The family left Sweden on December 6, 1809, via three separate carriages. Gustaf Adolf and Frederica traveled in one carriage, escorted by general Skjöldebrand; their son Gustaf traveled in the second with colonel baron Posse; and their daughters and their governess von Panhuys traveled in the last carriage escorted by colonel von Otter.

Frederica was offered to be escorted with all honors due to being a member of the house of Baden if she traveled alone, but declined and brought no courtier with her, only her German chamber maid Elisabeth Freidlein. The family left for Germany by ship from Karlskrona on December 6.

Exile

After having been denied to travel to Great Britain, the former king and queen settled in the duchy of Baden, where they arrived February 10, 1810. After having become private persons, the incompatibility between Frederica and Gustaf Adolf immediately became known in their different view in how to live their lives.

Gustaf Adolf wished to live a simple family life in a congregation of the Moravian church in Christiansfeld in Slesvig or Switzerland, while Frederica wished to settle in the palace Meersburg at Bodensee, which was granted her by her family.

Their sexual differences was also brought to the surface, as Frederica refused sexual intercourse because she did not wish to give birth to exiled royalty. These differences caused Gustaf Adolf to leave alone for Basel in Switzerland in April 1810, from which he expressed complaints about their sexual incompatibility and demanded a divorce.

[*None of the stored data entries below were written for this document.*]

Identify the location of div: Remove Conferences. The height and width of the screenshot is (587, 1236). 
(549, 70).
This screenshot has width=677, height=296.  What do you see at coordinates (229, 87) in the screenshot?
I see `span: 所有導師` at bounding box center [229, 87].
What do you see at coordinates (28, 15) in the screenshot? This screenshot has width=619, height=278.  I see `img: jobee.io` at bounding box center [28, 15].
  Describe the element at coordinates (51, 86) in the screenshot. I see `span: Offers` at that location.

The couple made two attempts to reconcile in person: once in Switzerland in July, and a second time in Altenburg in Thüringen in September. The attempts of reconciliation was unsuccessful and in 1811, Gustaf Adolf issued divorce negotiations with her mother, stating that he wished to be able to marry again.

Frederica was not willing to divorce, and her mother suggested that Gustaf Adolf entered some kind of secret morganatic marriage on the side to avoid the scandal of divorce. Gustaf Adolf did agree to this suggestion, but as they could not figure out how such a thing should be arranged, a proper divorce was finally issued in February 1812.

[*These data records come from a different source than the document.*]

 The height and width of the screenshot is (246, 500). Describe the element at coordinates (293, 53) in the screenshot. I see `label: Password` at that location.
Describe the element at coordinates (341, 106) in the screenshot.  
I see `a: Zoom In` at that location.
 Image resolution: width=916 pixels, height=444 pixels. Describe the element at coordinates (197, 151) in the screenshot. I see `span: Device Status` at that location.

In the divorce settlement, Gustaf Adolf renounced all his assets in both Sweden and abroad, as well as his future assets in the form of his inheritance rights after his mother, to his children; he also renounced the custody and guardianship of his children.

Two years later, Fredrica placed her children under the guardianship of her brother-in-law, the Russian Tsar Alexander. Frederica kept in contact through correspondence with Queen Charlotte of Sweden, whom she entrusted her economic interests in Sweden, as well as with her former mother-in-law, and while she did not contact Gustaf Adolf directly, she kept informed about his life and often contributed financially to his economy without his knowledge.

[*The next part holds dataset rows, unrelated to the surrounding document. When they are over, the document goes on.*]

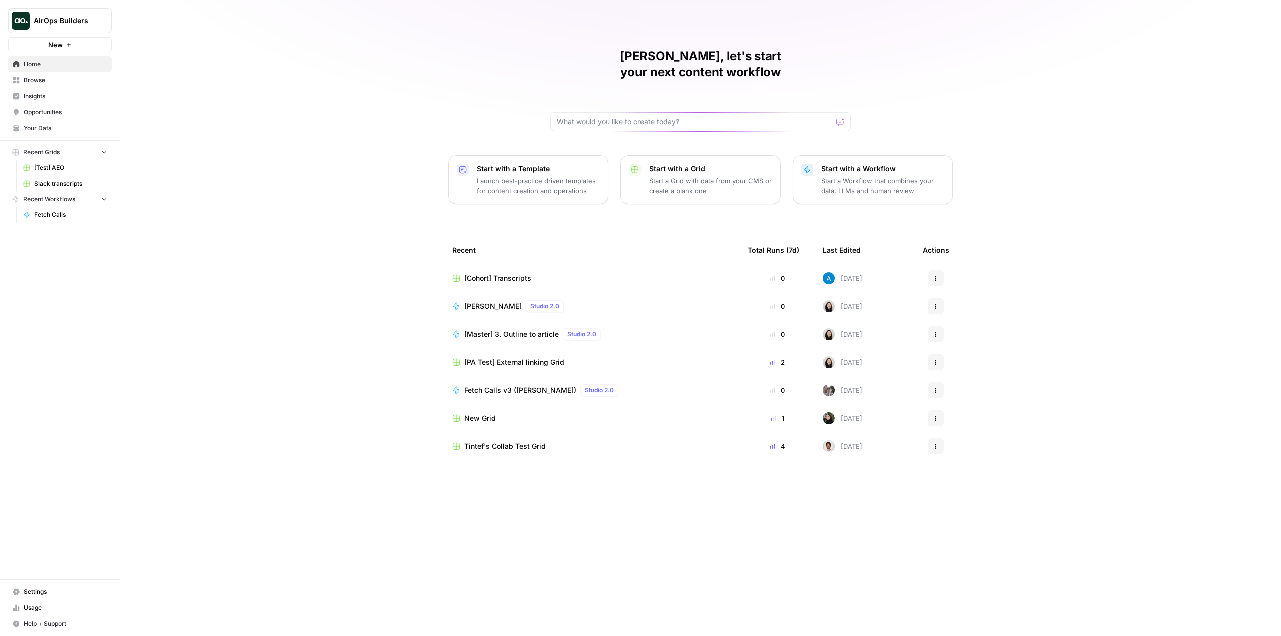  Describe the element at coordinates (592, 278) in the screenshot. I see `a: [Cohort] Transcripts` at that location.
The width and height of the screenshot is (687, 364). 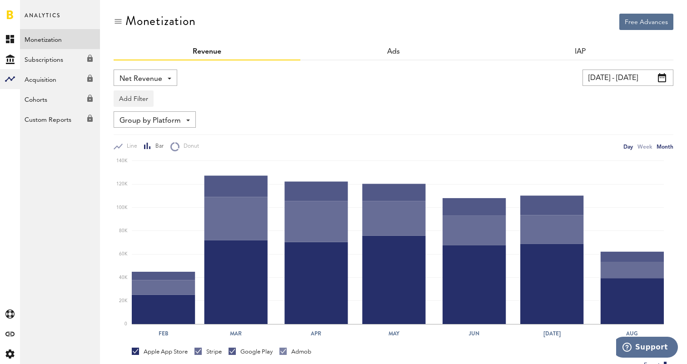 I want to click on text: 100K, so click(x=122, y=208).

Frederica settled in the castle Bruchsal in Baden, but also acquired several other residences in Baden as well as a country villa, Villamont, outside Lausanne in Switzerland. In practice, she spent most of her time in the court of Karlsruhe from 1814 onward, and also traveled a lot around Germany, Switzerland and Italy, using the name Countess Itterburg after a ruin in Hesse, which she had acquired.

In accordance with the abdication terms, she kept her title of queen and had her own court, headed by the Swedish baron O. M. Munck af Fulkila, and kept in close contact with her many relatives and family in Germany. According to her ladies-in-waiting, she turned down proposals from her former brother-in-law Friedrich Wilhelm of Braunschweig-Oels, and King Friedrich Wilhelm III of Prussia.

She was rumoured to have secretly married her son’s tutor, the French-Swiss J.N.G. de Polier-Vernland, possibly in 1823.

In 1819, her daughter Sophia married the heir to the throne of Baden, Frederica’s paternal half-uncle, the future Grand Duke Leopold I of Baden.

Her last years were plagued by weakened health. She died in Lausanne of a heart disease. She was buried in Schloss and Stiftskirche in Pforzheim, Germany.